The Legacy You Leave

All your actions, words, and knowledge that you share while you are living become the gift that you leave when you are gone.

~ Jim Allen





The Legacy You Leave

All You will leave behind for the world to remember is
Your Legacy, so ask yourself:
Will you have earned the respect of your peers and the admiration of your critics?
Will you have acted humbly at the peak of success
and graceful in the face of defeat?
Will you have kept your childlike wonder and reveled in the beauty of the world and the small miracles
that each day brought?
Will you be remembered for how often you laughed and brought smiles to the hearts of others?
Will small children and the elderly have been overjoyed
to be around you?
Will others have trusted you with their inner most secrets?
Will you have forgiven and offered heartfelt apology?
Will you have looked for the very best, and done your utmost to build worth, in others?
Will you have fed a hungry child or clothed a naked man
or given hope to a stranger in dire need?
Will you have left this world a better place
by the life you have lived?

What kind of Legacy will You Leave?

By Rick Beneteau


SOURCE: ACHIEVE EZINE

I Will Persist Until I Succeed (by Og Mandino)

I was not delivered unto this world in defeat, nor does failure course in my veins. I am not a sheep waiting to be prodded by my shepherd. I am a lion and I refuse to talk, to walk, to sleep with the sheep. I will hear not those who weep and complain, for their disease is contagious. Let them join the sheep.

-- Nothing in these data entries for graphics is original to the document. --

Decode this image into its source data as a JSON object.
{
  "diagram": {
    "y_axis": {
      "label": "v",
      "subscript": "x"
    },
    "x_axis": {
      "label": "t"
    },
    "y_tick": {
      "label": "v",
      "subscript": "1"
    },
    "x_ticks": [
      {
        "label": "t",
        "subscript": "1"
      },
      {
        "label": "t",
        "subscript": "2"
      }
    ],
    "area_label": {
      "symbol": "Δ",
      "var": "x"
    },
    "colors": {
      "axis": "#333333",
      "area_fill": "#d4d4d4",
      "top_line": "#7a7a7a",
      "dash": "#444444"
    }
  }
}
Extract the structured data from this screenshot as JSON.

The slaughterhouse of failure is not my destiny.


I will persist until I succeed.


The prizes of life are at the end of each journey, not near the beginning; and it is not given to me to know how many steps are necessary in order to reach my goal. Failure I may still encounter at the thousandth step, yet success hides behind the next bend in the road. Never will I know how close it lies unless I turn the corner.


Always will I take another step. If that is of no avail I will take another, and yet another. In truth, one step at a time is not too difficult.

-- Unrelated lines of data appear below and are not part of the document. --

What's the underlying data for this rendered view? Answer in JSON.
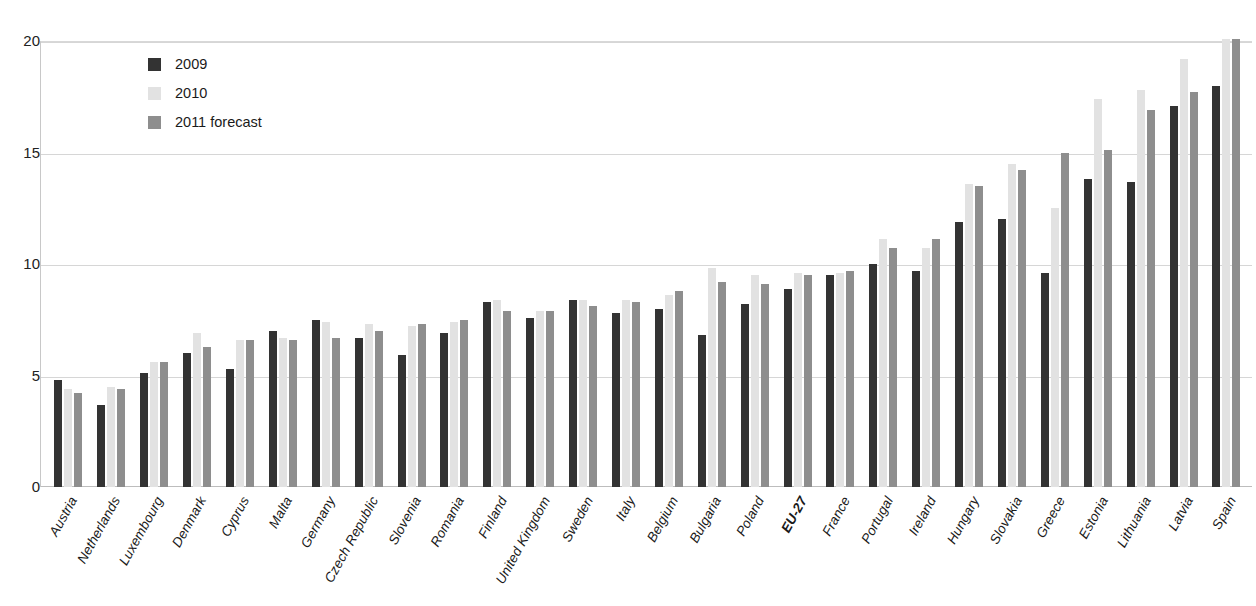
{
  "chart_data": {
    "type": "bar",
    "title": "",
    "subtitle": "",
    "xlabel": "",
    "ylabel": "",
    "ylim": [
      0,
      20
    ],
    "yticks": [
      0,
      5,
      10,
      15,
      20
    ],
    "grid": true,
    "legend_position": "top-left-inside",
    "categories": [
      "Austria",
      "Netherlands",
      "Luxembourg",
      "Denmark",
      "Cyprus",
      "Malta",
      "Germany",
      "Czech Republic",
      "Slovenia",
      "Romania",
      "Finland",
      "United Kingdom",
      "Sweden",
      "Italy",
      "Belgium",
      "Bulgaria",
      "Poland",
      "EU-27",
      "France",
      "Portugal",
      "Ireland",
      "Hungary",
      "Slovakia",
      "Greece",
      "Estonia",
      "Lithuania",
      "Latvia",
      "Spain"
    ],
    "highlight_categories": [
      "EU-27"
    ],
    "series": [
      {
        "name": "2009",
        "color": "#333333",
        "values": [
          4.8,
          3.7,
          5.1,
          6.0,
          5.3,
          7.0,
          7.5,
          6.7,
          5.9,
          6.9,
          8.3,
          7.6,
          8.4,
          7.8,
          8.0,
          6.8,
          8.2,
          8.9,
          9.5,
          10.0,
          9.7,
          11.9,
          12.0,
          9.6,
          13.8,
          13.7,
          17.1,
          18.0
        ]
      },
      {
        "name": "2010",
        "color": "#e2e2e2",
        "values": [
          4.4,
          4.5,
          5.6,
          6.9,
          6.6,
          6.7,
          7.4,
          7.3,
          7.2,
          7.4,
          8.4,
          7.9,
          8.4,
          8.4,
          8.6,
          9.8,
          9.5,
          9.6,
          9.6,
          11.1,
          10.7,
          13.6,
          14.5,
          12.5,
          17.4,
          17.8,
          19.2,
          20.1
        ]
      },
      {
        "name": "2011 forecast",
        "color": "#8e8e8e",
        "values": [
          4.2,
          4.4,
          5.6,
          6.3,
          6.6,
          6.6,
          6.7,
          7.0,
          7.3,
          7.5,
          7.9,
          7.9,
          8.1,
          8.3,
          8.8,
          9.2,
          9.1,
          9.5,
          9.7,
          10.7,
          11.1,
          13.5,
          14.2,
          15.0,
          15.1,
          16.9,
          17.7,
          20.1
        ]
      }
    ]
  },
  "legend": {
    "items": [
      {
        "label": "2009",
        "key": "s2009"
      },
      {
        "label": "2010",
        "key": "s2010"
      },
      {
        "label": "2011 forecast",
        "key": "s2011"
      }
    ]
  }
}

I will persist until I succeed.


Henceforth, I will consider each day's effort as but one blow of my blade against a mighty oak. The first blow may cause not a tremor in the wood, nor the second, nor the third. Each blow, of itself, may be trifling, and seem of no consequence. Yet from childish swipes the oak will eventually tumble. So it will be with my efforts of today.


I will be liken to the rain drop which washes away the mountain; the ant who devours a tiger; the star which brightens the earth; the slave who builds a pyramid. I will build my castle one brick at a time for I know that small attempts, repeated, will complete any undertaking.


I will persist until I succeed.


I will never consider defeat and I will remove from my vocabulary such words and phrases as quit, cannot, unable, impossible, out of the question, improbable, failure, unworkable, hopeless, and retreat; for they are the words of fools. I will avoid despair but if this disease of the mind should infect me then I will work on in despair. I will toil and I will endure. I will ignore the obstacles at my feet and keep mine eyes on the goals above my head, for I know that where dry desert ends, green grass grows.


I will persist until I succeed.


Saturday, September 11, 2010

The Art Of A ComeBack - Kim Clijsters

Kim Clijsters

The Belgian tennis star isn’t the first female athlete to take a timeout from her career to start a family, but she might have made one of the most triumphant returns to sports ever.

Just 18 months after the birth of her daughter, Kim Clijsters won the 2009 U.S. Open, becoming the first unseeded player to capture the title and the first mother to win a major tennis championship in almost 30 years.

Who can forget watching Clijsters raise her trophy while little Jada toddled around the court?

“I think motherhood makes you mentally stronger,” Clijsters says. “I love my sport and I train hard. I hope I am showing that you can have your own life and still be a good mother and a good wife.”

What an inspiration to women everywhere.